I have inherited a VS2015 .NET C# project that deploys C# assemblies as CLR stored procedures to SQL Server 2016. It has worked seamlessly for many years.
However recently I've noticed that when I redeploy (a.k.a "Publish Database"), one of the assemblies seems to lose EXECUTE
permissions for one of the users.
Is there a way I can have the project reapply the EXECUTE
permissions after it has redeployed? The script would have to know which SQL Server instance and database I'm deploying the updated CLR to. Thanks
CodePudding user response:
User are never given execute permissions to an assembly. I suspect you are meaning execute permissions to one (or more)of the SQLCLR stored procedures that reference code within this assembly. You can fairly easily add a post-release T-SQL script to your Visual Studio project that will get included in the publish scripts (by SSDT via VS). In this T-SQL script you just add the GRANT
statement. And, if it only makes sense in one particular database / instance, then you can wrap that GRANT
statement in an IF
block that checks for the current instance and/or database names.
Steps for adding a post-release script in VS 2015:
- Select project in Solution Explorer
- Go to "Project" menu
- Select "Add New Item..."
- Select "SQL Server" -> "User Scripts"
- Select "Post-Deployment Script"
- Type a name for the script down in the "Name:" field
- Click the "Add" button
- Edit the new SQL script to add the
GRANT
statement(s)
The contents of that script will be added to the end of any deployment / publish script generated by VS / SSDT, and hence will execute in every DB in which you execute those scripts.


• EXERCISE OBJECTIVE:
Work through the listing below and state how many of its lines hold the word "Image". Give no other output.

• AVAILABLE DATA:

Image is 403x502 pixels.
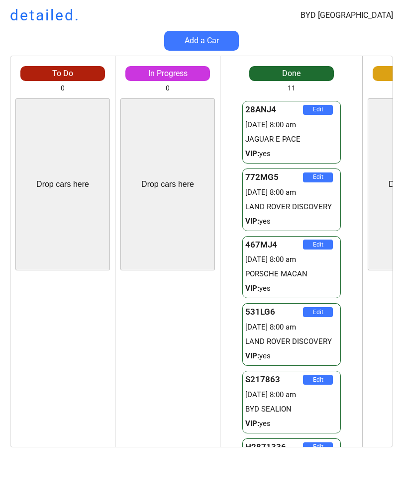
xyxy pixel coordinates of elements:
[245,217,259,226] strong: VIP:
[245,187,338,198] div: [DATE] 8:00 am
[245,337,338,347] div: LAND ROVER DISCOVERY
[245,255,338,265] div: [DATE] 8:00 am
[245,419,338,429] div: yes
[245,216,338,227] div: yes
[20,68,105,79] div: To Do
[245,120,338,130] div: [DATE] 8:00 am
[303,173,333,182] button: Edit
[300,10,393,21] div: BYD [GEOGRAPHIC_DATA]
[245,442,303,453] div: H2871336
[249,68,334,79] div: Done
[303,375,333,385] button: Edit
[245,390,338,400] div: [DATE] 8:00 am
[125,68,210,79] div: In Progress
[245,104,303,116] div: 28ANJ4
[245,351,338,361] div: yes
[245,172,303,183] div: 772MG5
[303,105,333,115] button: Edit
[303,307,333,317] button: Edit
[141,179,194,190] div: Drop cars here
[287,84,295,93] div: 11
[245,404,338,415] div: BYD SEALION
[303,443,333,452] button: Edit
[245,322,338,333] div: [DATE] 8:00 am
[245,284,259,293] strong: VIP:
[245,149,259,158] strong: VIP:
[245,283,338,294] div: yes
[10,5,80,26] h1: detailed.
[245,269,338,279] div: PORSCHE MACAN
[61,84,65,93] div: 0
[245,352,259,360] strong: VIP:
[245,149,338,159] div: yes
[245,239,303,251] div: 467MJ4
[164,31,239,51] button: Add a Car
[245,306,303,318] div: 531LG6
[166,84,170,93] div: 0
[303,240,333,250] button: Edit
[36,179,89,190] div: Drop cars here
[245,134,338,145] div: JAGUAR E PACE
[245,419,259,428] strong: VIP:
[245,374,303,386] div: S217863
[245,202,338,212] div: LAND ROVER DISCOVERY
* * *
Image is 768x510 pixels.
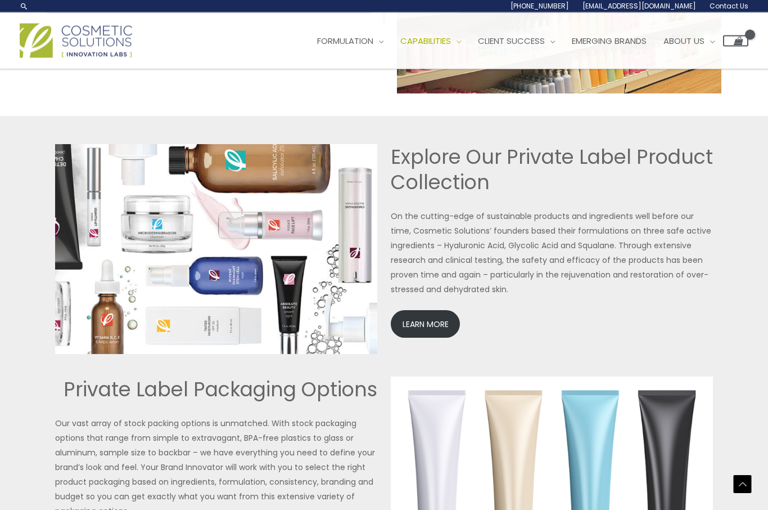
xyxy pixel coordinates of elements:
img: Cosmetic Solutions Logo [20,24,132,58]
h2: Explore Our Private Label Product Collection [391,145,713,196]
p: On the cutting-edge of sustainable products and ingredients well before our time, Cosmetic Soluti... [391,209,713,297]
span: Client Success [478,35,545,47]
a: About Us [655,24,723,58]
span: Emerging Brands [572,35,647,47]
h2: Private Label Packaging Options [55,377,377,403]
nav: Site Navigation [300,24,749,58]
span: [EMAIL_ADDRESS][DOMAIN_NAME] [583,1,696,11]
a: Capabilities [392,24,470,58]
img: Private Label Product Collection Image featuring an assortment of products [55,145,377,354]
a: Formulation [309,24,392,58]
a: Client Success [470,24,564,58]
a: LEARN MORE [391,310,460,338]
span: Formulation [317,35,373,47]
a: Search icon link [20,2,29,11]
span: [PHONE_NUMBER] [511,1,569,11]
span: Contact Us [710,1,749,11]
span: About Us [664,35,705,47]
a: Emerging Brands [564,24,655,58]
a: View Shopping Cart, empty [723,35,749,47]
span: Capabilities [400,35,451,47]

• TASK ANSWER:
3